Overview of the Training School
CANCELLATION
UPDATE 14 March 2020: Following COST Association’s announcement on the coronavirus (COVID-19) outbreak, the Training School is cancelled.
Title
Prosecuting Environmental and Serious Economic Crimes as International Crimes: An Updated Global Atrocity Justice Constellation
Co-organizers
– Faculty of Law, University of Zagreb
– Max Planck Institute for Foreign and International Criminal Law.
ECTS/Certificate
Participants can earn 4 European Credit Transfer System units (ECTS), subject to them actively participating during the course and preparing a 10-15 min. long presentation evaluated by the teaching staff (content, presenting ability, clarity of speech, engagement of audience).
Publication
Contributions from the speakers, from participants of JUSTICE-360 participants, and from the 5 best student/young professionals will be published at an international publisher.

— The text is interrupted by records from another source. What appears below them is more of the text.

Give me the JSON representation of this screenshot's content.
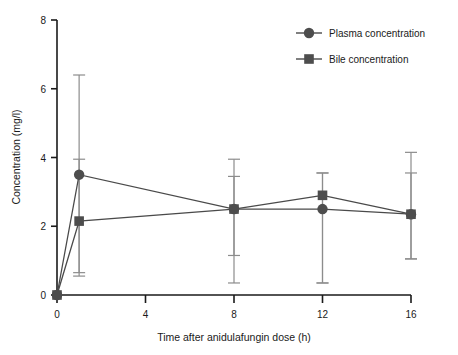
{
  "chart_data": {
    "type": "line",
    "title": "",
    "xlabel": "Time after anidulafungin dose (h)",
    "ylabel": "Concentration (mg/l)",
    "xlim": [
      0,
      16
    ],
    "ylim": [
      0,
      8
    ],
    "xticks": [
      0,
      4,
      8,
      12,
      16
    ],
    "yticks": [
      0,
      2,
      4,
      6,
      8
    ],
    "xtick_labels": [
      "0",
      "4",
      "8",
      "12",
      "16"
    ],
    "ytick_labels": [
      "0",
      "2",
      "4",
      "6",
      "8"
    ],
    "grid": false,
    "legend_position": "top-right",
    "x": [
      0,
      1,
      8,
      12,
      16
    ],
    "series": [
      {
        "name": "Plasma concentration",
        "marker": "circle",
        "color": "#4d4d4d",
        "values": [
          0.0,
          3.5,
          2.5,
          2.5,
          2.35
        ],
        "err_low": [
          0.0,
          0.55,
          1.15,
          0.35,
          1.05
        ],
        "err_high": [
          0.0,
          6.4,
          3.45,
          3.55,
          3.55
        ]
      },
      {
        "name": "Bile concentration",
        "marker": "square",
        "color": "#4d4d4d",
        "values": [
          0.0,
          2.15,
          2.5,
          2.9,
          2.35
        ],
        "err_low": [
          0.0,
          0.65,
          0.35,
          0.35,
          1.05
        ],
        "err_high": [
          0.0,
          3.95,
          3.95,
          3.55,
          4.15
        ]
      }
    ]
  },
  "legend": {
    "items": [
      {
        "label": "Plasma concentration",
        "marker": "circle-marker"
      },
      {
        "label": "Bile concentration",
        "marker": "square-marker"
      }
    ]
  },
  "axes": {
    "x_title": "Time after anidulafungin dose (h)",
    "y_title": "Concentration (mg/l)"
  }
}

The expected deadline of to submit the contributions is November 1, 2020.
Dates
30 March until 5 April 2020 (7 days)
Location
Don Frana Bulića 4, Dubrovnik
HR-20000, Croatia
Funding availiable
The COST Action JUSTICE-360 will fund up to 5 trainees. Preference will be given to young scholars from Inclusiveness Target Countries, striving for a balanced representation of genders and countries.
Course Directors
– Sunčana Roksandić Vidlička, University of Zagreb, Croatia
– Ksenija Turković, European Court of Human Rights, Strasbourg, France
– Marc Engelhart, Max Planck Institute for Foreign and International Criminal Law, Freiburg, Germany
Application
The deadline for applications was on 10 March 2020, 23:59. Young scholars and practitioners alongside (post)graduate students were welcome to apply. For any questions or concerns on the training school or the application process, please contact lara.bogdanovic@
Description
After the selection, each trainee must register for an e-COST profile at https://e-services.cost.eu – each trainee must add their bank details to their e-COST profile (travel, accommodation and meal expenses in line with the eligibility rules of the COST).

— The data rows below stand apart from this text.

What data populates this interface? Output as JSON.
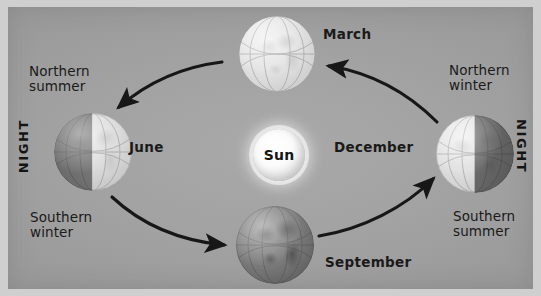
{
  "diagram": {
    "background_color": "#a2a2a2",
    "frame_color": "#cfcfcf",
    "center": {
      "name": "sun",
      "label": "Sun",
      "color": "#ffffff"
    },
    "positions": [
      {
        "id": "march",
        "month_label": "March",
        "season_label": "",
        "lit": "full",
        "note": "top of orbit, bright globe"
      },
      {
        "id": "june",
        "month_label": "June",
        "season_label_top": "Northern\nsummer",
        "season_label_bottom": "Southern\nwinter",
        "lit": "right-half",
        "note": "left of orbit, night on left side"
      },
      {
        "id": "september",
        "month_label": "September",
        "season_label": "",
        "lit": "full",
        "note": "bottom of orbit, dark globe"
      },
      {
        "id": "december",
        "month_label": "December",
        "season_label_top": "Northern\nwinter",
        "season_label_bottom": "Southern\nsummer",
        "lit": "left-half",
        "note": "right of orbit, night on right side"
      }
    ],
    "night_labels": [
      {
        "id": "night-left",
        "text": "NIGHT",
        "orientation": "bottom-to-top"
      },
      {
        "id": "night-right",
        "text": "NIGHT",
        "orientation": "top-to-bottom"
      }
    ],
    "arrows": [
      {
        "id": "arrow-march-to-june",
        "from": "March",
        "to": "June",
        "direction": "counterclockwise"
      },
      {
        "id": "arrow-june-to-september",
        "from": "June",
        "to": "September",
        "direction": "counterclockwise"
      },
      {
        "id": "arrow-september-to-december",
        "from": "September",
        "to": "December",
        "direction": "counterclockwise"
      },
      {
        "id": "arrow-december-to-march",
        "from": "December",
        "to": "March",
        "direction": "counterclockwise"
      }
    ],
    "arrow_color": "#1a1a1a",
    "text_color": "#1a1a1a"
  }
}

However, recent initiatives both within the International Criminal Court (ICC) and in other institutions have pointed to the need of creating more comprehensive strategies of prosecution that can include other types of crime and can effectively see and prosecute linkages between different forms of criminal activity. For instance, as has been highlighted in scholarship as well as in ICC policy papers, international core crime is often linked to corruption and illegal extractive industries that damage the environment.

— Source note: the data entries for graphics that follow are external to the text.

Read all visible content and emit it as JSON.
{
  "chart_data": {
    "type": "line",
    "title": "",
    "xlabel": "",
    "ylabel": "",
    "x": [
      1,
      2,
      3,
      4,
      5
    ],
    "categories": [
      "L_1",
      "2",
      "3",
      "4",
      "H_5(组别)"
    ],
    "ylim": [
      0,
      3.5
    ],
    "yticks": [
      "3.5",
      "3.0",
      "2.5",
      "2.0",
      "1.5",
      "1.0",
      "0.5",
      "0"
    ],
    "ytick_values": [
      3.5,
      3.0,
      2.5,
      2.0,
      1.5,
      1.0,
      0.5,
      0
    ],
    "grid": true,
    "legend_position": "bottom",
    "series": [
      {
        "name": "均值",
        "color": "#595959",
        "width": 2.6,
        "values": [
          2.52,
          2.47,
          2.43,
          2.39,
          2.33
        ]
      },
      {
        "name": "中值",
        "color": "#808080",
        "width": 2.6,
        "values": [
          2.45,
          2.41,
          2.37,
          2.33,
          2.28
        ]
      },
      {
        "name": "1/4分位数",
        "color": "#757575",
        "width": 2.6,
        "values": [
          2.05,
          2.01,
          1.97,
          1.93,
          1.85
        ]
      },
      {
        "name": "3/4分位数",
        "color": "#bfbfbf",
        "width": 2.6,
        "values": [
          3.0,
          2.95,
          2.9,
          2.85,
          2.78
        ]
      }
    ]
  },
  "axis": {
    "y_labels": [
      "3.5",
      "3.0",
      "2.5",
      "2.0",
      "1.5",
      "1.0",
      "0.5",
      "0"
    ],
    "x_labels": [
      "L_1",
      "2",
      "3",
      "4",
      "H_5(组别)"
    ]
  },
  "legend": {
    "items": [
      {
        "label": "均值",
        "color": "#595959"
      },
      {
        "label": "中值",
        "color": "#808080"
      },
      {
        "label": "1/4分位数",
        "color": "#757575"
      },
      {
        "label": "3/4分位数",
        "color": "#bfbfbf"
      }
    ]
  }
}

Serious environmental and economic crimes have often been neglected in criminal proceedings and other initiatives that have followed in the wake of conflict. As such, the main constellations of justice that were created after the end of the Cold War focus on so called international core crimes (genocide, crimes against humanity and war crimes).
Such linkages create new challenges to scholars of internationalized crime. Recent recommendations from the Oslo Outcome Statement on Corruption involving Vast Quantities of Assets (recommendations 46-47, June 14, 2019) call upon experts to conduct analysis and explore ideas that can contribute to address crimes and violations of economic, social and cultural rights.
This training school will do exactly that. By bringing together experts in the field and early career researchers working on different types of internationalized crime, the interactive training programme will introduce cutting-edge scholarship and engage in debate about how to best research emerging linkages between international core crimes, serious environmental and economic crimes.
Confirmed Speakers (in addition to Course Directors)
– Professor Dr. Mark Drumbl, Washington & Lee University;
– Professor Dr. John Vervaele, President of the AIDP and a professor of the Utrecht Law School and the College of Europe in Bruges;
– Professor Katalin Ligeti, Vice-President of the AIDP and the Dean and a professor of the Faculty of Law, Economics and Finance, University of Luxembourg;
– Professor Dr. Anja Matwijkiw, Lund University, Sweden, Fulbright Fellow 2019/2020;
– Ambassador Prof. Dr. Uglješa Zvekić, Global Initiative Against Organized Crime, Vienna;
– Professor Dr. Davor Derenčinović, President of GRETA, Council of Europe;
– Professor Dr. James Steward, University of British Columbia Law Faculty;
– Professor Dr. Boris Podobnik, a professor of finance at the University of Rijeka;
– Associate Professor Dr. Gleb Bogush, Higher School of Economics, Faculty of Law, Moscow;
– Assist. Professor Dr. Csaba Győry, Centre for Law and Society, ELTE University, Faculty of Law, researcher, Institute of Legal Studies, Hungarian Academy of Science, Budapest;
– Ms Gillian Dell, Transparency International, Berlin;
– Mr. Tobias Freeman, senior legal officer, The Siracusa International institute for criminal justice and human rights;
– Ms Marta Šamota Galjer, Deputy Head at The Office for Suppression of Corruption and Organized Crime Croatia;
– Ms Priyadarshini Narayanan, the International Criminal Court’s Office of the Prosecutor Appeals Chamber.